Do cabin crew members have to be able to speak English to obtain their Cabin Crew Attestation?
Answer
Reference: Regulation (EU) No 965/2012 Air Operations, Annex III (Part-ORO) and Annex IV (Part-CAT) is available on EASA website.
There is no EU (or ICAO requirement) that cabin crew members must speak English. It is a general practice that cabin crew members do speak English to facilitate the communication in the aviation industry. The operator defines what languages its cabin crew members must be able to speak and at what level.
Regulation (EU) No 965/2012 specifies the following two requirements:
- The operator shall ensure that all personnel are able to understand the language in which those parts of the Operations Manual, which pertain to their duties and responsibilities, are written (ORO.MLR.100(k)), and
- The operator shall ensure that all crew members can communicate with each other in a common language (CAT.GEN.MPA.120).
There is no EU (or ICAO) requirement for a specific language regarding cabin crew communication with passengers. It must be noted that it is difficult, if not impossible, to mandate the ‘required’ languages to be used on board with regard to communication with passengers, as this differs on daily basis from a flight to flight. For example, a German airline has a flight departing from Frankfurt to Madrid and it is assumed that the cabin crew members speak German since they work for a German operator. In addition, they may speak English if the operator selected this language as a criterion. The passenger profile may, however, be such that these languages are not ‘desired’ on this flight as passengers do not necessarily speak or understand any of the two languages (passengers may be e.g. Russian, Chinese, Iranian, Indian, Pakistani, Polish, Finnish, Croatian, Hungarian, Bulgarian, Czech, Slovak, etc., or there is a large group of e.g. Japanese tourists).
Regulation (EU) No 965/2012 mandates the operator to ensure that briefings and demonstrations related to safety are provided to passengers in a form that facilitates the application of the procedures applicable in case of an emergency and that passengers are provided with a safety briefing card on which picture type-instructions indicate the operation of emergency equipment and exits likely to be used by passengers. It is therefore the operator’s responsibility to choose the languages to be used on its flights, which may vary depending on the destination or a known passenger profile. It is also a practice of some operators to employ ‘language speakers’, i.e. cabin crew members speaking certain languages, who mainly operate their language-desired route(s).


ASSIGNED TASK:
From the records, pick out and copy each line containing "left".

Dataset entries:
⟨
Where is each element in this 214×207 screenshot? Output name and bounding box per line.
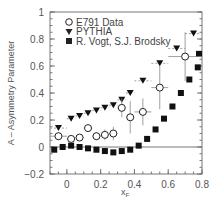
e791-point bbox=[85, 125, 92, 132]
y-tick-label: 0.6 bbox=[30, 61, 44, 72]
vogt-brodsky-point bbox=[169, 104, 175, 110]
x-tick-label: 0.8 bbox=[195, 179, 209, 190]
e791-point bbox=[110, 130, 117, 137]
y-tick-label: 0.2 bbox=[30, 115, 44, 126]
y-tick-label: −0.2 bbox=[24, 169, 44, 180]
filled-square-icon bbox=[66, 38, 72, 44]
legend: E791 Data PYTHIA R. Vogt, S.J. Brodsky bbox=[66, 17, 171, 47]
x-tick-label: 0.4 bbox=[127, 179, 141, 190]
x-tick-label: 0 bbox=[64, 179, 70, 190]
vogt-brodsky-point bbox=[119, 148, 125, 154]
y-tick-label: 0.8 bbox=[30, 34, 44, 45]
e791-point bbox=[118, 104, 125, 111]
vogt-brodsky-point bbox=[196, 51, 202, 57]
e791-point bbox=[139, 108, 146, 115]
vogt-brodsky-point bbox=[195, 64, 201, 70]
e791-point bbox=[68, 135, 75, 142]
y-tick-label: 0 bbox=[38, 142, 44, 153]
e791-point bbox=[127, 114, 134, 121]
e791-point bbox=[76, 134, 83, 141]
vogt-brodsky-point bbox=[102, 148, 108, 154]
vogt-brodsky-point bbox=[85, 145, 91, 151]
y-tick-label: 0.4 bbox=[30, 88, 44, 99]
y-tick-label: 1 bbox=[38, 7, 44, 18]
x-axis: 00.20.40.60.8 bbox=[50, 169, 209, 190]
series-layer bbox=[50, 31, 202, 156]
asymmetry-chart: −0.200.20.40.60.81 00.20.40.60.8 E791 Da… bbox=[0, 0, 214, 207]
y-axis-title: A – Asymmetry Parameter bbox=[6, 41, 16, 146]
x-tick-label: 0.2 bbox=[94, 179, 108, 190]
e791-point bbox=[55, 133, 62, 140]
e791-point bbox=[182, 53, 189, 60]
vogt-brodsky-point bbox=[153, 126, 159, 132]
vogt-brodsky-point bbox=[178, 90, 184, 96]
vogt-brodsky-point bbox=[68, 143, 74, 149]
e791-point bbox=[156, 84, 163, 91]
vogt-brodsky-point bbox=[136, 143, 142, 149]
e791-point bbox=[93, 133, 100, 140]
x-tick-label: 0.6 bbox=[161, 179, 175, 190]
vogt-brodsky-point bbox=[186, 77, 192, 83]
vogt-brodsky-point bbox=[144, 136, 150, 142]
down-triangle-icon bbox=[66, 29, 73, 35]
vogt-brodsky-point bbox=[110, 149, 116, 155]
vogt-brodsky-point bbox=[77, 144, 83, 150]
open-circle-icon bbox=[66, 19, 73, 26]
vogt-brodsky-point bbox=[60, 144, 66, 150]
vogt-brodsky-point bbox=[93, 147, 99, 153]
vogt-brodsky-point bbox=[127, 147, 133, 153]
vogt-brodsky-point bbox=[161, 116, 167, 122]
vogt-brodsky-point bbox=[51, 147, 57, 153]
e791-point bbox=[101, 131, 108, 138]
legend-label-vogt-brodsky: R. Vogt, S.J. Brodsky bbox=[76, 36, 170, 47]
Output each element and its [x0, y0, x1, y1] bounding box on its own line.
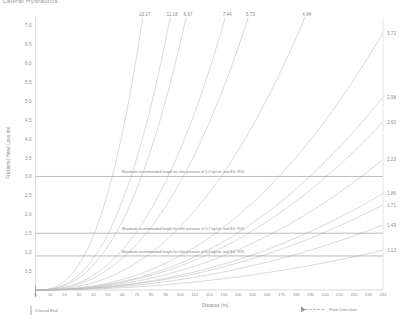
x-tick-label: 140: [231, 292, 245, 297]
x-tick-label: 60: [115, 292, 129, 297]
x-tick-label: 20: [57, 292, 71, 297]
x-tick-label: 30: [72, 292, 86, 297]
x-tick-label: 190: [304, 292, 318, 297]
y-tick-label: 1.5: [16, 231, 32, 236]
curve-end-label-top: 6.67: [184, 12, 193, 17]
x-tick-label: 150: [246, 292, 260, 297]
curve-end-label-right: 2.98: [387, 94, 396, 99]
y-tick-label: 0.5: [16, 269, 32, 274]
x-axis-title: Distance (m): [160, 303, 270, 308]
curve-end-label-right: 1.49: [387, 222, 396, 227]
x-tick-label: 10: [43, 292, 57, 297]
y-tick-label: 5.0: [16, 98, 32, 103]
x-tick-label: 160: [260, 292, 274, 297]
y-tick-label: 1.0: [16, 250, 32, 255]
x-tick-label: 200: [318, 292, 332, 297]
x-tick-label: 70: [130, 292, 144, 297]
y-axis-title: Frictional Head Loss (m): [6, 118, 11, 188]
x-tick-label: 120: [202, 292, 216, 297]
reference-annotation-label: Maximum recommended length for inlet pre…: [122, 227, 244, 231]
x-tick-label: 90: [159, 292, 173, 297]
y-tick-label: 2.0: [16, 212, 32, 217]
x-tick-label: 100: [173, 292, 187, 297]
legend-flow-direction: Flow Direction: [300, 306, 357, 313]
x-tick-label: 80: [144, 292, 158, 297]
reference-line-group: [36, 176, 384, 255]
curve-end-label-top: 13.17: [139, 12, 151, 17]
curve-end-label-right: 3.72: [387, 30, 396, 35]
reference-annotation-label: Maximum recommended length for inlet pre…: [122, 250, 244, 254]
x-tick-label: 240: [376, 292, 390, 297]
y-tick-label: 4.0: [16, 136, 32, 141]
curve-end-label-top: 4.84: [302, 12, 311, 17]
y-tick-label: 6.5: [16, 41, 32, 46]
y-tick-label: 7.0: [16, 23, 32, 28]
x-tick-label: 40: [86, 292, 100, 297]
reference-annotation-label: Maximum recommended length for inlet pre…: [122, 170, 244, 174]
y-tick-label: 2.5: [16, 193, 32, 198]
closed-end-label: Closed End: [35, 308, 58, 313]
curve-end-label-right: 2.60: [387, 119, 396, 124]
plot-area: [0, 0, 415, 325]
x-tick-label: 110: [188, 292, 202, 297]
curve-end-label-right: 2.23: [387, 157, 396, 162]
closed-end-icon: [30, 306, 32, 315]
y-tick-label: 6.0: [16, 60, 32, 65]
y-tick-label: 3.5: [16, 155, 32, 160]
curve-end-label-right: 1.86: [387, 191, 396, 196]
curve-end-label-top: 7.44: [223, 12, 232, 17]
y-tick-label: 3.0: [16, 174, 32, 179]
x-tick-label: 210: [333, 292, 347, 297]
x-tick-label: 50: [101, 292, 115, 297]
x-tick-label: 220: [347, 292, 361, 297]
y-tick-label: 4.5: [16, 117, 32, 122]
x-tick-label: 170: [275, 292, 289, 297]
curve-end-label-right: 1.12: [387, 248, 396, 253]
x-tick-label: 130: [217, 292, 231, 297]
x-tick-label: 180: [289, 292, 303, 297]
y-tick-label: 5.5: [16, 79, 32, 84]
chart-container: Lateral Hydraulics 7.06.56.05.55.04.54.0…: [0, 0, 415, 325]
x-tick-label: 230: [362, 292, 376, 297]
legend-closed-end: Closed End: [30, 306, 58, 315]
flow-direction-label: Flow Direction: [329, 307, 357, 312]
curve-end-label-right: 1.71: [387, 202, 396, 207]
flow-direction-icon: [300, 306, 326, 313]
curve-end-label-top: 5.73: [246, 12, 255, 17]
x-tick-label: 0: [29, 292, 43, 297]
curve-end-label-top: 11.18: [167, 12, 178, 17]
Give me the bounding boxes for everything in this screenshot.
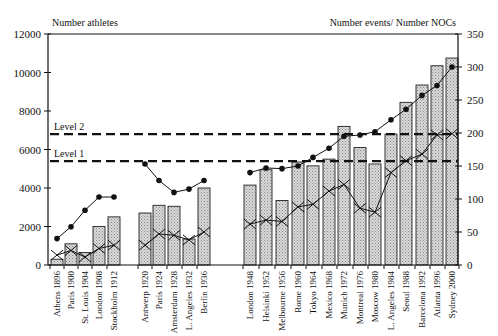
right-tick-label: 300 <box>467 61 484 73</box>
nocs-marker-dot-icon <box>111 194 117 200</box>
bar-helsinki-1952 <box>260 170 272 265</box>
right-tick-label: 250 <box>467 94 484 106</box>
nocs-marker-dot-icon <box>295 163 301 169</box>
x-tick-label: Helsinki 1952 <box>261 271 271 322</box>
x-tick-label: London 1948 <box>245 271 255 320</box>
nocs-line <box>145 164 204 192</box>
left-tick-label: 12000 <box>14 28 42 40</box>
nocs-marker-dot-icon <box>142 161 148 167</box>
right-tick-label: 50 <box>467 226 479 238</box>
x-tick-label: Seoul 1988 <box>401 271 411 312</box>
bar-munich-1972 <box>338 126 350 265</box>
nocs-marker-dot-icon <box>357 132 363 138</box>
olympics-chart: Level 2Level 1 0200040006000800010000120… <box>0 0 498 336</box>
left-tick-label: 2000 <box>19 221 42 233</box>
x-tick-label: L. Angeles 1932 <box>184 271 194 330</box>
x-tick-label: Stockholm 1912 <box>109 271 119 330</box>
bar-london-1948 <box>244 185 256 265</box>
bar-london-1908 <box>93 227 105 266</box>
nocs-marker-dot-icon <box>201 178 207 184</box>
x-tick-label: Moscow 1980 <box>370 271 380 323</box>
bar-antwerp-1920 <box>139 213 151 265</box>
x-tick-label: Amsterdam 1928 <box>169 271 179 334</box>
left-axis-title: Number athletes <box>52 17 118 28</box>
x-tick-label: Paris 1924 <box>154 271 164 310</box>
nocs-marker-dot-icon <box>449 64 455 70</box>
axes: 0200040006000800010000120000501001502002… <box>14 17 485 333</box>
x-tick-label: Melbourne 1956 <box>277 271 287 331</box>
bar-berlin-1936 <box>198 188 210 265</box>
bar-melbourne-1956 <box>276 201 288 265</box>
nocs-marker-dot-icon <box>247 170 253 176</box>
nocs-marker-dot-icon <box>388 117 394 123</box>
right-tick-label: 150 <box>467 160 484 172</box>
nocs-marker-dot-icon <box>372 129 378 135</box>
x-tick-label: Paris 1900 <box>66 271 76 310</box>
bar-moscow-1980 <box>369 164 381 265</box>
nocs-marker-dot-icon <box>68 224 74 230</box>
bar-athens-1896 <box>51 259 63 265</box>
x-tick-label: Mexico 1968 <box>324 271 334 319</box>
nocs-marker-dot-icon <box>419 93 425 99</box>
nocs-marker-dot-icon <box>171 190 177 196</box>
right-tick-label: 200 <box>467 127 484 139</box>
right-axis-title: Number events/ Number NOCs <box>330 17 456 28</box>
nocs-marker-dot-icon <box>310 155 316 161</box>
nocs-marker-dot-icon <box>279 166 285 172</box>
nocs-marker-dot-icon <box>263 165 269 171</box>
level-2-label: Level 2 <box>54 121 84 132</box>
bar-montreal-1976 <box>354 148 366 265</box>
x-tick-label: St. Louis 1904 <box>80 271 90 324</box>
x-tick-label: Tokyo 1964 <box>308 271 318 315</box>
nocs-marker-dot-icon <box>186 186 192 192</box>
x-tick-label: Sydney 2000 <box>447 271 457 319</box>
level-1-label: Level 1 <box>54 148 84 159</box>
x-tick-label: Berlin 1936 <box>199 271 209 314</box>
x-tick-label: Barcelona 1992 <box>417 271 427 328</box>
bar-tokyo-1964 <box>307 166 319 265</box>
x-tick-label: Munich 1972 <box>339 271 349 319</box>
bar-barcelona-1992 <box>416 85 428 265</box>
left-tick-label: 4000 <box>19 182 42 194</box>
x-tick-label: Atlanta 1996 <box>432 271 442 318</box>
nocs-marker-dot-icon <box>403 106 409 112</box>
x-tick-label: Montreal 1976 <box>355 271 365 325</box>
x-tick-label: Athens 1896 <box>52 271 62 317</box>
nocs-marker-dot-icon <box>156 178 162 184</box>
bar-atlanta-1996 <box>431 66 443 265</box>
bar-mexico-1968 <box>323 159 335 265</box>
left-tick-label: 8000 <box>19 105 42 117</box>
bar-rome-1960 <box>292 162 304 265</box>
right-tick-label: 350 <box>467 28 484 40</box>
x-tick-label: Antwerp 1920 <box>140 271 150 323</box>
nocs-marker-dot-icon <box>341 134 347 140</box>
bar-seoul-1988 <box>400 102 412 265</box>
nocs-marker-dot-icon <box>434 83 440 89</box>
x-tick-label: L. Angeles 1984 <box>386 271 396 331</box>
right-tick-label: 100 <box>467 193 484 205</box>
left-tick-label: 6000 <box>19 144 42 156</box>
nocs-marker-dot-icon <box>326 145 332 151</box>
bar-l-angeles-1984 <box>385 134 397 265</box>
bar-stockholm-1912 <box>108 217 120 265</box>
nocs-marker-dot-icon <box>82 207 88 213</box>
bar-paris-1924 <box>153 205 165 265</box>
nocs-marker-dot-icon <box>96 194 102 200</box>
x-tick-label: London 1908 <box>94 271 104 320</box>
right-tick-label: 0 <box>467 259 473 271</box>
nocs-marker-dot-icon <box>54 236 60 242</box>
events-marker-x-icon <box>51 250 63 260</box>
chart-canvas: Level 2Level 1 0200040006000800010000120… <box>0 0 498 336</box>
x-tick-label: Rome 1960 <box>293 271 303 313</box>
left-tick-label: 10000 <box>14 67 42 79</box>
left-tick-label: 0 <box>36 259 42 271</box>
⟩
EXERCISE OUTPUT:
left-tick-label: 12000 <box>14 28 42 40</box>
left-tick-label: 2000 <box>19 221 42 233</box>
left-axis-title: Number athletes <box>52 17 118 28</box>
left-tick-label: 4000 <box>19 182 42 194</box>
left-tick-label: 8000 <box>19 105 42 117</box>
left-tick-label: 6000 <box>19 144 42 156</box>
left-tick-label: 10000 <box>14 67 42 79</box>
left-tick-label: 0 <box>36 259 42 271</box>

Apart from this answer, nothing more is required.